Abstract

Increasingly, organic soil amendments are being examined for their potential use in soil restoration and for preventing soil erosion. Two vermicomposts, differing in their chemical nature (obtained from cow dung, CD, and green forage, GF), were applied annually for a period of 3 yr to a Xerollic Calciorthid soil located near Seville (Guadalquivir Valley, Andalusia, Spain) to evaluate the efficiency of these organic amendments in soil restoration. Their effects on the plant cover and biological properties (microbial biomass, soil respiration, and enzymatic activities such as dehydrogenase, urease, β‐glucosidase, phosphatase, and arylsulfatase) of the soil were determined. The organic wastes were applied at 3 and 6 Mg C ha−1, respectively. After 3 yr of successive soil amendment, the application of CD vermicompost to the soil had a greater effect on the soil biological properties than GF vermicompost. The final soil microbial biomass C, dehydrogenase, urease, β‐glucosidase, phosphatase, and arylsulfatase values were 28.3, 25.9, 12.6, 26, 12, and 14.2% higher in CD‐amended soils than in the GF‐amended soils. This may have been due to a greater labile fraction of organic matter in the CD than the GF vermicompost; however, the results obtained for the enzymatic activities stabilized in humic matrix mitigated that the highest values occurred in the soils amended with GF vermicompost with respect to those amended with CD vermicompost. This increased formation of enzymes immobilized in soils humic matrix may prolong any increase in soil enzymatic activities and plant cover produced by the amendment.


* ABOUT THIS EXERCISE *
Each record beneath this sentence is to be transcribed exactly as it reads.

* Figure record listings *
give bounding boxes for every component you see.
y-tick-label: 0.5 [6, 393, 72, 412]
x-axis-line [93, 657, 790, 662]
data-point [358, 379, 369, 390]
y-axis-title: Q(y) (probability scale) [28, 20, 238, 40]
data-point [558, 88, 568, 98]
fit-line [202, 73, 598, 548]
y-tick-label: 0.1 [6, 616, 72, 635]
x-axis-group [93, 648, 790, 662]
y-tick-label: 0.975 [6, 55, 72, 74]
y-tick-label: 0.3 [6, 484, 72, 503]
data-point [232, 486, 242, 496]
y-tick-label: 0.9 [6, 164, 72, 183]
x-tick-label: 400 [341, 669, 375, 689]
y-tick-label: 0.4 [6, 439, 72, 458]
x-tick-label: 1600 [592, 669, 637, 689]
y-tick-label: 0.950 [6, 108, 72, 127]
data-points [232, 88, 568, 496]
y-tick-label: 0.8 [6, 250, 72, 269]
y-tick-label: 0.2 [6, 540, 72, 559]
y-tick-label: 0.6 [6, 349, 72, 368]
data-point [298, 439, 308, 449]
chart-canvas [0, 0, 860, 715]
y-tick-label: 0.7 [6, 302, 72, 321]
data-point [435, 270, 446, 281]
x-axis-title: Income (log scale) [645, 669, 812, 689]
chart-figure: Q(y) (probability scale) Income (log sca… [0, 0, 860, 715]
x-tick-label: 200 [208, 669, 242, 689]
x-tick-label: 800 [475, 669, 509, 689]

* SOLUTION FOR THIS EXERCISE *
give bounding boxes for every component you see.
y-tick-label: 0.5 [6, 393, 72, 412]
x-axis-line [93, 657, 790, 662]
data-point [358, 379, 369, 390]
y-axis-title: Q(y) (probability scale) [28, 20, 238, 40]
data-point [558, 88, 568, 98]
fit-line [202, 73, 598, 548]
y-tick-label: 0.1 [6, 616, 72, 635]
x-axis-group [93, 648, 790, 662]
y-tick-label: 0.975 [6, 55, 72, 74]
y-tick-label: 0.3 [6, 484, 72, 503]
data-point [232, 486, 242, 496]
y-tick-label: 0.9 [6, 164, 72, 183]
x-tick-label: 400 [341, 669, 375, 689]
y-tick-label: 0.4 [6, 439, 72, 458]
x-tick-label: 1600 [592, 669, 637, 689]
y-tick-label: 0.950 [6, 108, 72, 127]
data-points [232, 88, 568, 496]
y-tick-label: 0.8 [6, 250, 72, 269]
y-tick-label: 0.2 [6, 540, 72, 559]
y-tick-label: 0.6 [6, 349, 72, 368]
data-point [298, 439, 308, 449]
chart-canvas [0, 0, 860, 715]
y-tick-label: 0.7 [6, 302, 72, 321]
data-point [435, 270, 446, 281]
x-axis-title: Income (log scale) [645, 669, 812, 689]
chart-figure: Q(y) (probability scale) Income (log sca… [0, 0, 860, 715]
x-tick-label: 200 [208, 669, 242, 689]
x-tick-label: 800 [475, 669, 509, 689]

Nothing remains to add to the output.